In the Nov. 2009 issue of the CxPJ, we briefly covered the events surrounding the controversial audit of the Labor Center. For those who aren’t up to date on what’s been going on, here is a quick run-down of events:

In June 2008, the Landmark Legal Foundation: The Ronald Reagan Center sent a letter to Evergreen, the state auditor, and the Attorney General claiming that the Labor Center was “in violation of Washington’s requirement that public funds must only be used for a valid public purpose.” Landmark is a nonprofit conservative lawyers’ group that nominated Rush Limbaugh (who sits on their Board of Directors) for a Nobel Peace Prize in 2007. According to their website, Landmark is in a “battle for America’s future” against the National Education Association, the largest teacher’s union in the country. Landmark also sees the Environmental Protection Agency as a threat to America. In the past few years, this group has targeted a total of twelve Labor Centers at colleges and universities across the US, calling for audits, public records requests, and investigations in an effort to incriminate them.

The Evergreen administration took an unpopular stance in deciding to comply with Landmark and conducted an audit of the Labor Center. More unpopular were the auditor’s findings, which bear a close resemblance to Landmark’s accusations. From the beginning, this ordeal has brought up questions of the administration’s judgement, their support (or lack thereof) for the school’s public service centers, and whether the letter from Landmark and the administration’s acquiescence constitute a threat to academic freedom. I spoke to several individuals involved: members of the administration, the Labor Center staff, the faculty, and a few other folks, to try to develop a sense of what went wrong and where we are headed from here.

Other universities defend their Labor Centers

Of the eleven other Labor Centers Landmark has attacked, three were actually accused of breaking the law, while the other eight cases didn’t go beyond public records requests. Out of those three, none of the colleges responded by complying with the audits or investigations that Landmark called for.

When Landmark requested an audit of Iowa University’s Labor Center in February 2009, the Board of Regents responded with a letter stating that the center serves an important public purpose and functions within the policies of the school and state law. Jennifer Sherer, the Director of the Iowa Labor Center says that the center collaborated with the regents in drafting the response. “We researched the case law cited in Landmark’s letter and pointed out the numerous fallacies and inaccuracies in Landmark’s strange attempt to make a legal argument.”

In Nov. 2008, Landmark requested that the University of Massachusetts–Amherst administration investigate the practices of their Labor Center. The matter was handed over to the school’s lawyer, who determined that Landmark’s complaint was an ideological attack directed at the Labor Center because of the content of its work and its constituency.

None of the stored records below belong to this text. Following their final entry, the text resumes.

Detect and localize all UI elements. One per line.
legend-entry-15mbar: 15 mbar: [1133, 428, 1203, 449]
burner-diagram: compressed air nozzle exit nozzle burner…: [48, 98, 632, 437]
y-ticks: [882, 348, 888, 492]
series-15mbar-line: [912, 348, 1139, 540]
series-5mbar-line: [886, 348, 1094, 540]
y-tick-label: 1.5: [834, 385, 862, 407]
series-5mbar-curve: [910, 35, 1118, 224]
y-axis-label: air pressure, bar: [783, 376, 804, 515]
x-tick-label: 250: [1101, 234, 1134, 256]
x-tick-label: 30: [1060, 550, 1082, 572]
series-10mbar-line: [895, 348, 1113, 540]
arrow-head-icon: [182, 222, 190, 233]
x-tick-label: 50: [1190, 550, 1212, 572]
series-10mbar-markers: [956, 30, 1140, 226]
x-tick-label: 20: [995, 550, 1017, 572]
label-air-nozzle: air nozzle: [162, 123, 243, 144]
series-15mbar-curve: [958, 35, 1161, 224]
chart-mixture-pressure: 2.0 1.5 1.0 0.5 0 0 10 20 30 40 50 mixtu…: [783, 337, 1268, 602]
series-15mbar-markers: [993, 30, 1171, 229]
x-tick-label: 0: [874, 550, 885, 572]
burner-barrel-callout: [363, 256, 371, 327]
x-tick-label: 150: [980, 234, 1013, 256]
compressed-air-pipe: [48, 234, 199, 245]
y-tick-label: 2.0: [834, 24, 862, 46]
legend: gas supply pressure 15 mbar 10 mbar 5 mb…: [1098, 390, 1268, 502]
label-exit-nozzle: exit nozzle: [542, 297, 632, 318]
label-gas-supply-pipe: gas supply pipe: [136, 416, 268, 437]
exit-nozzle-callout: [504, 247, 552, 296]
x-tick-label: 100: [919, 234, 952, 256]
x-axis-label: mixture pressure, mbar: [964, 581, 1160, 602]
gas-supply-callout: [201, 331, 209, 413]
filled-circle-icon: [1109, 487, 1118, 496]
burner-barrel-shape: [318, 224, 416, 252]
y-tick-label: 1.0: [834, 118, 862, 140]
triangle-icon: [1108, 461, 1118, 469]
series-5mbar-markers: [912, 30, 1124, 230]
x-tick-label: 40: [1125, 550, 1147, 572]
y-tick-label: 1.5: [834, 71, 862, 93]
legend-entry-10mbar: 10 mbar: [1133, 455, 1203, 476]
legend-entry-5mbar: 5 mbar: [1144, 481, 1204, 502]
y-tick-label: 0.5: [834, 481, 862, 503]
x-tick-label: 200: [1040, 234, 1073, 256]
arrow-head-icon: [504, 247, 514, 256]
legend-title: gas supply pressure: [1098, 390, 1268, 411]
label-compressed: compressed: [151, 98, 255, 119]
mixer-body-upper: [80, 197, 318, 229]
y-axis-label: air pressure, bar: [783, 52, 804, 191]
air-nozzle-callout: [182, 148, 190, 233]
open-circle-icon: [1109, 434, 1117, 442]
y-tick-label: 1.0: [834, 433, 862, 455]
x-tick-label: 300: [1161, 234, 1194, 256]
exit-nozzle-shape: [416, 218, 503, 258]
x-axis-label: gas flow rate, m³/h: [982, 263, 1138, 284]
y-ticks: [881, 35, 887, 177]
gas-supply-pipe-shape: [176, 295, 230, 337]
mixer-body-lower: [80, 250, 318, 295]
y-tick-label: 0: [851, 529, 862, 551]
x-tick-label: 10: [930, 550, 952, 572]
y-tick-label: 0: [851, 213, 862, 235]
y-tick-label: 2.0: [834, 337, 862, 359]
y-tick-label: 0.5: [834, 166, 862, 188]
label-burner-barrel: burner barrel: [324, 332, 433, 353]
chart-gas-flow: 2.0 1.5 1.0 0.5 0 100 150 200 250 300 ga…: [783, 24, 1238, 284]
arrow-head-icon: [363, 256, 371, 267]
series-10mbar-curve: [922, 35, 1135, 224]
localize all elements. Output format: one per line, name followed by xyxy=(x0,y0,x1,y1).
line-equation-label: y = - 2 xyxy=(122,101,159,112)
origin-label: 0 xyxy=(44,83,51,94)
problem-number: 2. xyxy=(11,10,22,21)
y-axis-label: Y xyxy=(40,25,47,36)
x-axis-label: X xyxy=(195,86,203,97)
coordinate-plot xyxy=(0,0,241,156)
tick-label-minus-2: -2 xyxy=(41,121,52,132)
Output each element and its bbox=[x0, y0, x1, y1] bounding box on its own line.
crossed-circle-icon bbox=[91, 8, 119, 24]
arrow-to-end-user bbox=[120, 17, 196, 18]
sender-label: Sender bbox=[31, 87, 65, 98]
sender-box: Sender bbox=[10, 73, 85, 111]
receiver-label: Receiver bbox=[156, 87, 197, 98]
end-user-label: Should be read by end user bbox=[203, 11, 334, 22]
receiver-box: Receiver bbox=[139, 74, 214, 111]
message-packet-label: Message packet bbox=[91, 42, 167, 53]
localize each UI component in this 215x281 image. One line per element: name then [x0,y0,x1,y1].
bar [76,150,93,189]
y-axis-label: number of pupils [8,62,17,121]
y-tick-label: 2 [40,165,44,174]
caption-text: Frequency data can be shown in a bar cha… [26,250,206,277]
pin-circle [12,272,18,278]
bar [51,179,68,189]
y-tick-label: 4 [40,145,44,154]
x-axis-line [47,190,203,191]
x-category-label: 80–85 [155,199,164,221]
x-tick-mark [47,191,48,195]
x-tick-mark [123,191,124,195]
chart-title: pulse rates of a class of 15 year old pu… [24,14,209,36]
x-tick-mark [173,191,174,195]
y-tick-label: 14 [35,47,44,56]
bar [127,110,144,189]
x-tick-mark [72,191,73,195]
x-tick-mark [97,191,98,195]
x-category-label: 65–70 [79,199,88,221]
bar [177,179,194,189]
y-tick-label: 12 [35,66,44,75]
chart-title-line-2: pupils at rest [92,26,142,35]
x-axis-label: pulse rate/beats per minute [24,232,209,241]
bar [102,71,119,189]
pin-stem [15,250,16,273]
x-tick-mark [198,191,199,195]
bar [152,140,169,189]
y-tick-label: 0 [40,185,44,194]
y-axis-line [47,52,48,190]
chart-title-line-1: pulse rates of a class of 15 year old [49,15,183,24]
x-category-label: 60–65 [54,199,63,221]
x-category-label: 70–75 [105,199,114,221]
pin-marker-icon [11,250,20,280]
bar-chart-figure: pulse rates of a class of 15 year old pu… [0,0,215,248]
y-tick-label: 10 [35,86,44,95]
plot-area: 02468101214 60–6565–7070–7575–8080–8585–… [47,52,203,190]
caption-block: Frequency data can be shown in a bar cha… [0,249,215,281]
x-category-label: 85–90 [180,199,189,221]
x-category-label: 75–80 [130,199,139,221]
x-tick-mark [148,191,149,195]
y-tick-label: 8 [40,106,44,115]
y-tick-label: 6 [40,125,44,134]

Earlier that year, Landmark sent a letter to the California Attorney General and the State Department of Finance alleging that the University of California–Berkeley Labor Center violated the state’s anti-affirmative action law by hosting the Summer Institute for Union Women and sponsoring African American and Latino Leadership Schools. Landmark also claimed that by working with unions, the Berkeley Labor Center broke a law that prohibits “gifting of public funds,” assuming that the money spent on these kinds of programs benefited only private entities (unions) and not the public.

On the first claim, Berkeley’s legal counsel told Landmark that the Summer Institute and the Leadership schools did not exclude membership based on race, ethnicity, or gender, and therefore did not violate the anti-affirmative action law. On the second charge regarding the gifting of public funds, Berkeley Labor Center Director Ken Jacobs says the administration was “very clear that educational programs directed to skills development for union leaders are no different than executive education programs for business leaders or agricultural extension programs.”

In other words, it is commonplace for public service centers at most universities to develop partnerships with private organizations, whether they are unions or businesses, and extend services to members of those organizations to strengthen the work that they do with the understanding that the public benefits from well-run businesses and unions.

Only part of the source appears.